At least 15 immigrant women who launched a hunger strike in protest of their ongoing Immigration and Customs Enforcement detention won their freedom this week, and were released from a California detention facility that has been the target of a recent class-action lawsuit over dangerous conditions amid the novel coronavirus pandemic, advocates told the San Francisco Chronicle.
”The release follows weeks of protests and a hunger strike among the women in the facility who said they were unable to follow health guidelines like physical distancing, putting them at risk of COVID-19,” the report said. Still, far too many continue to remain jailed and at risk of harm at Mesa Verde Detention Facility. Donovant Grant, a person still detained at the facility, told the Chronicle, “We could die here. We cannot do social distancing, and people are coming in and out every day. I see so many different faces.”
A lawsuit filed by advocates last month demanding the release of detainees from Mesa Verde and the Yuba County Jail said conditions there make practicing safety guidelines like social distancing just about impossible. “Immigrants at both of these facilities generally sleep in packed dormitory rooms on bunk beds bolted to the floor only a few feet from each other,” advocates said. “We are crammed together,” Brenda, a detainee who won her case but remains jailed at Yuba because the government is appealing her case, said in a statement. “If there is an outbreak here, we will all catch it.”
”At Mesa Verde, conditions have become so dire that a group of detainees engaged in a hunger strike to call attention to the hazardous condition sin the facility and Defendants’ refusal to adequately protect them from contracting COVID-19,” court documents stated. But, “As participation grew, and the media became aware of Plaintiffs’ protest, Defendants retaliated against the protesters. GEO and its employees threatened to cut access to commissary items—food, shampoo, soap, and other personal hygiene products Plaintiffs purchase with their own money—if the hunger strike continued.”
“As a result of Defendants’ retaliation, many Plaintiffs stopped their hunger strike,” the document continues, though clearly, others persisted. Detainees elsewhere have similarly launched hunger strikes that come at great risk, and not just because they’re forgoing nutrition. Officials last year force-fed hunger-striking asylum-seekers in Texas in a horrific process that “can be cruel, inhuman, and degrading,” Human Rights Watch said. “Debilitating risks of force-feeding include major infections, pneumonia, collapsed lungs, heart failure, post-traumatic stress disorder and other psychological trauma.”
The group of women at Mesa Verde may be safer now, but far too many others continue to remain at risk because ICE won’t release them, as experts have recommended. “The litigation led to release of some women detained at Mesa Verde, but despite the urgent risk to their lives, many were still being denied release,” Centro Legal de la Raza attorney Susan Beaty told the Chronicle. “The persistency of the hunger strikers on the inside and the mounting public pressure coming from the outside is what pushed ICE to use its authority to release them.”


**Task objective**
Find the line holding "Describe the element at coordinates (383, 152)" in the entries below. Give it again exactly, along with every line after it up to and including the line holding "pyautogui.click(x=<x>, y=<y>)".

Stored data
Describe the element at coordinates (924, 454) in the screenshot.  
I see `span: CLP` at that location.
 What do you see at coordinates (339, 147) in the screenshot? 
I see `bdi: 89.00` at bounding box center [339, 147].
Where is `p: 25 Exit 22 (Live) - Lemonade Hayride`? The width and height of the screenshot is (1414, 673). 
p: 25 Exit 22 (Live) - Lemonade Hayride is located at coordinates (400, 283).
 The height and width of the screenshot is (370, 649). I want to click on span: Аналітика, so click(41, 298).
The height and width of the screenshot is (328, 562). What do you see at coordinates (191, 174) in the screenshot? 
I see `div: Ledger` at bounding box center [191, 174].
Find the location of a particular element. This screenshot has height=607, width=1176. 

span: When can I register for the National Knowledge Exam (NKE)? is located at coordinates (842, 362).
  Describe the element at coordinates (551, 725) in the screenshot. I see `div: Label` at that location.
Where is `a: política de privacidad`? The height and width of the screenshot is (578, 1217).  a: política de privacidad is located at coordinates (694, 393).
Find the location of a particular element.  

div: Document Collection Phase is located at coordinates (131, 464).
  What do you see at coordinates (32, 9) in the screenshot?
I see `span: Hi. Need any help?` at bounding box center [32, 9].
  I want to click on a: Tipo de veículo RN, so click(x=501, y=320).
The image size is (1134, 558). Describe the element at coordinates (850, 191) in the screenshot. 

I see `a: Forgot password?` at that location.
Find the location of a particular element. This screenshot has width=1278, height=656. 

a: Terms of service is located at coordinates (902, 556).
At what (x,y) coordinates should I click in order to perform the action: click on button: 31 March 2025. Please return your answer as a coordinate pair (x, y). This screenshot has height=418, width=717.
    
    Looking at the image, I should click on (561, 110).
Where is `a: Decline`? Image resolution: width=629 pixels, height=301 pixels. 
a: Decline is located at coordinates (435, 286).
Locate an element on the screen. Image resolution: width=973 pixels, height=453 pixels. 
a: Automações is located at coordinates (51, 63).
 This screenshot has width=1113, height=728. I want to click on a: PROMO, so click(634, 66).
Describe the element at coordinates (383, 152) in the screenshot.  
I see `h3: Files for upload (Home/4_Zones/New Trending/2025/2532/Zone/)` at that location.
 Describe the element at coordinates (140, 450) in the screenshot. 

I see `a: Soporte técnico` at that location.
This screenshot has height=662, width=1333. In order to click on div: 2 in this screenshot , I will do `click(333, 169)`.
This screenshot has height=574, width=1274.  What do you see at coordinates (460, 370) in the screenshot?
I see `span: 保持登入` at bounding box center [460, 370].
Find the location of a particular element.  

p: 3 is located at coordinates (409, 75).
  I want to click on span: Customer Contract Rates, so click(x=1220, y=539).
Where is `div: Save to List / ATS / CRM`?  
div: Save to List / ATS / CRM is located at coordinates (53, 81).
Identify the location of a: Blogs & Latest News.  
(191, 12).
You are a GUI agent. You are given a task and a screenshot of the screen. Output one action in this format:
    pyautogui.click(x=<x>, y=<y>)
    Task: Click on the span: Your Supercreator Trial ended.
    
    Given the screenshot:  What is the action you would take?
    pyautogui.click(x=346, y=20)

**Result of this task**
Describe the element at coordinates (383, 152) in the screenshot.  
I see `h3: Files for upload (Home/4_Zones/New Trending/2025/2532/Zone/)` at that location.
 Describe the element at coordinates (140, 450) in the screenshot. 

I see `a: Soporte técnico` at that location.
This screenshot has height=662, width=1333. In order to click on div: 2 in this screenshot , I will do `click(333, 169)`.
This screenshot has height=574, width=1274.  What do you see at coordinates (460, 370) in the screenshot?
I see `span: 保持登入` at bounding box center [460, 370].
Find the location of a particular element.  

p: 3 is located at coordinates (409, 75).
  I want to click on span: Customer Contract Rates, so click(x=1220, y=539).
Where is `div: Save to List / ATS / CRM`?  
div: Save to List / ATS / CRM is located at coordinates (53, 81).
Identify the location of a: Blogs & Latest News.  
(191, 12).
You are a GUI agent. You are given a task and a screenshot of the screen. Output one action in this format:
    pyautogui.click(x=<x>, y=<y>)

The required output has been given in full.